18 Jun 2014

UK Admits Online Interception Of Citizens Without A Warrant

The Orwellian British government’s top security official has admitted that the UK government allows the interception of people’s online activities without a warrant.
Orwellian UK 'BANNED' Press TV: In a 48-page statement, released on Tuesday, Charles Farr, the director of the Office for Security and Counter-Terrorism at the UK’s Home Office, said the mass interception and surveillance of citizens’ activities on social networks is legal.
He said the practice of monitoring searches on Google, Facebook, Twitter and YouTube, as well as emails to or from non-British citizens abroad, by the country’s security services is permitted by the law because the communications’ US origins make them to be classified asexternal.”
Under the Regulation of Investigatory Powers Act (RIPA), which regulates the surveillance powers of public bodies, the interception of externalcommunications does not require an individual warrant in the UK.
Commenting on the issue, James Welch, the legal director of Liberty, a human rights campaigning organization, said, The security services consider that they’re entitled to read, listen to and analyze all our communications on US-based platforms. If there was any remaining doubt that our snooping laws need a radical overhaul, there can be no longer. The agencies now operate in a legal and ethical vacuum; why the deafening silence from our elected representatives?”
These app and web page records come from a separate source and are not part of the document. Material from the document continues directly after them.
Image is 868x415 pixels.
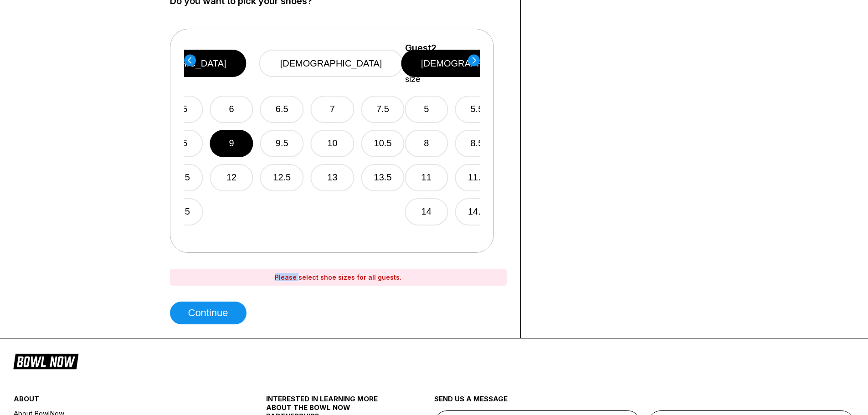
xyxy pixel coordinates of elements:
[209,130,254,157] button: 9
[311,164,355,192] button: 13
[404,96,448,123] button: 5
[361,130,404,157] button: 10.5
[14,395,224,408] div: about
[404,130,448,157] button: 8
[311,130,355,157] button: 10
[455,164,499,192] button: 11.5
[401,50,543,77] button: [DEMOGRAPHIC_DATA]
[404,199,448,225] button: 14
[260,96,304,123] button: 6.5
[209,164,254,192] button: 12
[361,164,404,192] button: 13.5
[405,43,437,53] label: Guest 2
[259,50,403,77] button: [DEMOGRAPHIC_DATA]
[260,164,304,192] button: 12.5
[311,96,355,123] button: 7
[455,130,499,157] button: 8.5
[455,96,499,123] button: 5.5
[260,130,304,157] button: 9.5
[361,96,404,123] button: 7.5
[104,50,247,77] button: [DEMOGRAPHIC_DATA]
[170,302,247,325] button: Continue
[404,164,448,192] button: 11
[455,199,499,225] button: 14.5
[170,269,506,286] div: Please select shoe sizes for all guests.
[434,395,855,411] div: send us a message
[209,96,254,123] button: 6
Farr’s statement was issued in response to a legal challenge brought by several civil liberties groups, including Amnesty International, against the country’s intelligence services over the violation of the privacy of people via online surveillance.
The statement is the first detailed defense of the UK government’s spying policies since revelations by American whistleblower Edward Snowden.
Classified documents leaked by Snowden in June last year disclosed that Britain’s domestic spying apparatus, the Government Communications Headquarters (GCHQ), was secretly accessing the network of cables that carry the world’s phone calls and Internet traffic and was sharing the data with the US National Security Agency (NSA).